Had all those years…been a caprice inflicted on us by Mom? (p. 273)
passes away, leaving a parcel of land for sale that borders the land that Mary owns in Texas. Mary wants to buy her brothers land and decides to try to borrow the money from Eric, Jeannette's new husband. After some cajoling, Jeannette finds out that the land her mother owned and did nothing with during all of their years of poverty is worth approximately one million dollars. On top of this, Mary wishes to borrow this same amount from Eric to purchase the other half of the land, and has no plan or use for it. Somehow, keeping land in the family has become a sacred unbreakable rule for Mary. When Jeannette does not comply with her mother's request and refuses to ask Eric for a million dollars, Mary is “deeply
disappointed” in her daughter. Questions:
What does Mary ask Jeannette to do for her?
What does Jeannette discover about her mother’s family property and what questions about her life are raised?
Why does Mary refuse to sell her property? Is this a logical decision? How does it connect with the diamond ring incident from Jeannette’s childhood?

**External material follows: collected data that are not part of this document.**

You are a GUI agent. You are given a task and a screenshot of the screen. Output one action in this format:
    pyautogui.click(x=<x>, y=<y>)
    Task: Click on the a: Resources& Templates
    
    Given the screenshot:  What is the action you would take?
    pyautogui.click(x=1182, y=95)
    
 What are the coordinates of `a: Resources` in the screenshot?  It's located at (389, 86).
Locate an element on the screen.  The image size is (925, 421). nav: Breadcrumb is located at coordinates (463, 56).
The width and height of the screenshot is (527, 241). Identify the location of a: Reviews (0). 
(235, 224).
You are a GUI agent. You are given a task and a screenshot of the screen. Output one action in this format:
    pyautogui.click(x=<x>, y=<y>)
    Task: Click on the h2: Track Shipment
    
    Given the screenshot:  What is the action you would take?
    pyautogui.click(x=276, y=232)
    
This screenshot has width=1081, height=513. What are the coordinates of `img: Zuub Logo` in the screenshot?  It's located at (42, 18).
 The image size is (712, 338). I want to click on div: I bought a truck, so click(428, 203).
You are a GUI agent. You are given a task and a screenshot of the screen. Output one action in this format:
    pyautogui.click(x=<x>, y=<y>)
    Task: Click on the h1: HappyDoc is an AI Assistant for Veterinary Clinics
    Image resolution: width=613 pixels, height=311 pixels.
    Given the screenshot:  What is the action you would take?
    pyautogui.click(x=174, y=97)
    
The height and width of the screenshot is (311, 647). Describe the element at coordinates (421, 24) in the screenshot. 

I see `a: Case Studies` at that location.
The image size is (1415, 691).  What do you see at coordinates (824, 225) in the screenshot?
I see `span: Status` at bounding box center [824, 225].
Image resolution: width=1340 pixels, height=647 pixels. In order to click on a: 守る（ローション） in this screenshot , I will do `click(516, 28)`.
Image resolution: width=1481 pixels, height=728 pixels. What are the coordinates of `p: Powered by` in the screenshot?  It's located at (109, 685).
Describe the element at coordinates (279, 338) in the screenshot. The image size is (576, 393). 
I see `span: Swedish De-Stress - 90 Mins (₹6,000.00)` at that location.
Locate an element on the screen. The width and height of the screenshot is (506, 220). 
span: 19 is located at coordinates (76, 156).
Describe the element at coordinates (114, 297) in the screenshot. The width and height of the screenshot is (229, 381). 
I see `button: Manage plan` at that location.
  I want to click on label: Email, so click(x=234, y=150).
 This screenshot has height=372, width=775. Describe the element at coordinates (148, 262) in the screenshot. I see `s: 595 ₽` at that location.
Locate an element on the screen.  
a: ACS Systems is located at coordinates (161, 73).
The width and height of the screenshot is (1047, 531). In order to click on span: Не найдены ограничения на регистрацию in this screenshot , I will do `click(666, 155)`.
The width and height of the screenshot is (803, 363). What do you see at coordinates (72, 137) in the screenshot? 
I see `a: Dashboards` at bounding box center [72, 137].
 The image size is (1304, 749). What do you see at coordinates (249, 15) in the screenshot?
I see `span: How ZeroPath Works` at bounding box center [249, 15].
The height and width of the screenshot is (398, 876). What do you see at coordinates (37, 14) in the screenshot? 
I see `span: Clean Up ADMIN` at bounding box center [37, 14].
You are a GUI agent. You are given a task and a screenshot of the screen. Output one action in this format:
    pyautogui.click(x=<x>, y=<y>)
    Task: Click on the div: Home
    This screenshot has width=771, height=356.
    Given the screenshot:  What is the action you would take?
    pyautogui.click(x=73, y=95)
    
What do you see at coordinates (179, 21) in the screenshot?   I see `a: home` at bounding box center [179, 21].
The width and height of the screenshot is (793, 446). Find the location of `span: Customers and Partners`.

Why does Jeannette refuse to buy the family land for her mother? How does her mother react to this decision?
Vocabulary: caprice (p. 273)
Lori was working as a freelance artist… (p. 274-276).
The longer she stayed with Mom and Dad, the more lost she became… (p. 274).
NYC makes every member of the Walls family happy except for Maureen, the youngest of the children. Once out of high school, Maureen starts attending a city college, but ends up dropping out and living in the squat with her parents. She is a very attractive young woman whose life consists of short-term jobs and boyfriends that offer no security . She eventually becomes very introverted, spending all of her time, sleeping, reading, painting nude self portraits and chain smoking. Jeannette tries to intervene by inviting her up to her apartment to discuss the future. Maureen arrives with her hair and eyebrows dyed platinum blonde. As for a future, she is only interested in stopping Mormon Cults in Utah that she alleges have kidnapped thousands of people. When Jeannette questions the validity of the cults, Maureen accuses her of being part of the conspiracy.
Jeannette and Brian talk and suggest to their parents that Maureen seek professional help. Mary insists that all she needs is fresh air and sunshine. Six months later, however, when Mary asks Maureen to move out of the squat, Maureen stabs her. Maureen is arrested, jailed and eventually sent to an upstate hospital where she remains for a year.
At the trial, the Walls shout at each other in the hallway of the court house, blaming one another for the Maureen’s predicament.
Upon release from the hospital, Maureen immediately buys a ticket and goes to California. Brian convinces Jeannette that this is the best thing.
Maureen does not want the family to see her off, but Jeannette wakes herself up so that she can at least think of her sister as she departs.
Questions:
What does Rex think of Brian’s career as a police officer? What childhood behaviors exhibited by Brian indicated that he might go into law enforcement?
What kind of life is Maureen living? Where do you think she learned this behavior?
Why do you think Maureen looks for men who will take care of her? How does this connect with the way Maureen lived in West Virginia?
Why does Rex say such harsh things to Maureen? Why does Jeannette think that Maureen is mentally ill? Why does Mary deny that Maureen tried to kill her?
Explain how each family member reacts to Maureen’s arraignment. What do these reactions reveal about each?
Why does Jeannette believe that Maureen is the most fragile family member? Why does Jeannette feel responsible for Maureen’s breakdown?
Where does Maureen go? Why is this probably a good decision? Vocabulary: Kabuki (. 274); nonchalant; adversity (p. 275)
After that, I hardly ever saw Mom or Dad. (pp. 277-281).
“Your father is who he is,” Mom said. “It’s a little late in the game to try and reform him. Humor the man.”